By Carl Zulauf and Gary Schnitkey
Given Federal premium subsidies, crop insurance will provide payments to farmers that exceed the premiums they pay. Payments to farmers have increased over time as premium subsidies have increased. This article examines crop insurance as a payment program. It uses data for barley, corn, cotton, grain sorghum, oats, peanuts, rice, soybeans, and wheat for the 1989-2023 crop years from USDA, RMA’s (US Department of Agriculture, Risk Management Agency) Summary of Business. Premium subsidies are used to measure long-term expected payments to farmers. Premium subsidies have increased notably in dollars per acre and relative to production cost. The variation across crops has also widened notably, underscoring the role of crop insurance as a payment program.
Premium Subsidy
Given the assumption that crop insurance premiums are rated so that total premiums equal payments, the premium subsidy is a measure of the long-term payments farmers can expect to receive from crop insurance. In short, it is the part of the premium farmers do not pay. Premium subsidies also are a cost to taxpayers of the crop insurance program.
Using premium subsidy instead of net farm indemnity (indemnity paid by insurance minus premium paid by farmers) avoids the confounding factor that indemnity paid may reflect short-term aberrations, including weather, that are not representative of the future. To further smooth out year-to-year variations, 10-year averages are used. We note that loss ratios vary across crops reflecting in part that net indemnity vary from premium subsidy for a crop.
Subsidy per Insured Acre
In 1998, the 10-year average of premium subsidy per primary insured acre ranged from $2 for barley, oats, sorghum, soybeans, and wheat to $10 for peanuts (see Figure 1 and Data Note 1). In 2023, the range was $13 for oats to $65 for cotton. Not only was the premium subsidy per acre notably higher in 2023 for all the crops in Figure 1, but the range from low to high subsidy per acre was also notably wider. The spread between the high and low values was $52 in 2023 ($65 -$13) vs. $8 in 1998 ($10 – $2%). Even excluding cotton, the spread in 2023 was $23 ($36 (peanuts) – $13), almost triple the $8 spread in 1998.
Subsidy vs. Cost of Production
Because cost of production varies notably by crop, it is important to examine subsidy per acre relative to the per acre cost of producing a crop. Cost is measured using total economic cost of production as calculated by USDA, Economic Research Service (ERS). ERS assigns a cost to all inputs except management, including an opportunity cost for owned land and unpaid labor. For an extended discussion of ERS cost estimates, see Zulauf, Langemeier, and Schnitkey (2020).
In 1998, the ratio of the 10-year average of premium subsidy per primary insured acre to the 10-year average of total economic cost of production per planted acre ranged from 0.5% for rice to 1.8% for cotton (see Figure 2). In 2023, the range was 2.7% for rice to 8.5% for cotton. Relative to economic cost, premium subsidy per acre increased on average by 332% for the nine crops between 1998 and 2023. Moreover, the spread from low to high value of the ratio widened by more than four times: from 1.3 (1.8% – 0.5%) to 5.8 (8.5% – 2.7%) percentage points.
Discussion
Since 1989, the role of crop insurance as a payment program has tripled, even after taking into account the increase in economic cost of production per acre. Crop insurance subsidies per acre and thus expected long-term payments by crop insurance have also increasingly favored some crops over others.
The increase in crop insurance’s payment function is enough to prompt an important policy question: “Has the US crop insurance program become a payment program that also provides growing season risk coverage or does it remain an insurance program that makes payments triggered by a covered risk event?”
In addressing this question, it is important to identify the role of specific factors in increasing crop insurance payments. Among the factors are higher crop prices, higher yields, higher subsidy rates; and the policy decision to state subsidy rates as a percent of premium.
The role of subsidy rates includes the increasing availability and use of add-up crop insurance. This consideration has become even more important because the public versions of both the House and Senate farm bills propose notable increases in subsidies for SCO (Supplemental Coverage Option) add-up insurance. Such a change will further shift crop insurance to being a payment program, with attendant issues of equity across crops and regions (see farmdoc daily, August 7, 2024).
Maybe, it is time for a strategic reassessment of crop insurance and its role in the farm safety net before SCO subsidies are increased.
Data Note 1
Primary insured acres do not include acres in insurance products that add insurance coverage on top of individual farm insurance products.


WORK INSTRUCTION: Only the text of the records below belongs in the answer, copied exactly, with pictures omitted.

Data tied to figure images:
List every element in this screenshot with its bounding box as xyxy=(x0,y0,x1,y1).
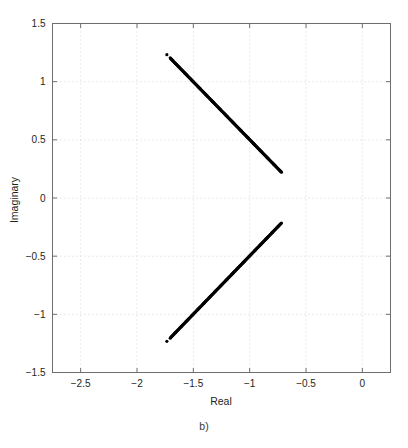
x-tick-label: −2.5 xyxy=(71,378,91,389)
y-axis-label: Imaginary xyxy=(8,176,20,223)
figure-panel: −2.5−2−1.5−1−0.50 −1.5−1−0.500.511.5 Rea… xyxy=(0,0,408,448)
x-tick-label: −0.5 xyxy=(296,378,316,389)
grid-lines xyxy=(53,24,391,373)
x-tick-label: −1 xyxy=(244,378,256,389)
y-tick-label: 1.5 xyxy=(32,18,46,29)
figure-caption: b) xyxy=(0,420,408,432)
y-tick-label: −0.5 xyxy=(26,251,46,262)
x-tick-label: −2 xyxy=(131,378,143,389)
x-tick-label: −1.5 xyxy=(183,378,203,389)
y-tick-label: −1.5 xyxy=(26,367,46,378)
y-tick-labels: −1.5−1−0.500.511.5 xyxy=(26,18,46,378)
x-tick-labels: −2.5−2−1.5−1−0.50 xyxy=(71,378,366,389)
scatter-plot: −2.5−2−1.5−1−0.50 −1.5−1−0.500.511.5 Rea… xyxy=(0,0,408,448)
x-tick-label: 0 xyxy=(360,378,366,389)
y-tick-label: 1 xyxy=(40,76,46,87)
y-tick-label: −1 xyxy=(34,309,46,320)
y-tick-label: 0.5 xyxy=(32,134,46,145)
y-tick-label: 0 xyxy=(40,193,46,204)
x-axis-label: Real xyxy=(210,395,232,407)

RESULT OF THIS TASK:
List every element in this screenshot with its bounding box as xyxy=(x0,y0,x1,y1).
x-tick-label: −2.5 xyxy=(71,378,91,389)
y-axis-label: Imaginary xyxy=(8,176,20,223)
figure-panel: −2.5−2−1.5−1−0.50 −1.5−1−0.500.511.5 Rea… xyxy=(0,0,408,448)
x-tick-label: −0.5 xyxy=(296,378,316,389)
grid-lines xyxy=(53,24,391,373)
x-tick-label: −1 xyxy=(244,378,256,389)
y-tick-label: 1.5 xyxy=(32,18,46,29)
figure-caption: b) xyxy=(0,420,408,432)
y-tick-label: −0.5 xyxy=(26,251,46,262)
x-tick-label: −2 xyxy=(131,378,143,389)
x-tick-label: −1.5 xyxy=(183,378,203,389)
y-tick-label: −1.5 xyxy=(26,367,46,378)
y-tick-labels: −1.5−1−0.500.511.5 xyxy=(26,18,46,378)
x-tick-labels: −2.5−2−1.5−1−0.50 xyxy=(71,378,366,389)
scatter-plot: −2.5−2−1.5−1−0.50 −1.5−1−0.500.511.5 Rea… xyxy=(0,0,408,448)
x-tick-label: 0 xyxy=(360,378,366,389)
y-tick-label: 1 xyxy=(40,76,46,87)
y-tick-label: −1 xyxy=(34,309,46,320)
y-tick-label: 0.5 xyxy=(32,134,46,145)
y-tick-label: 0 xyxy=(40,193,46,204)
x-axis-label: Real xyxy=(210,395,232,407)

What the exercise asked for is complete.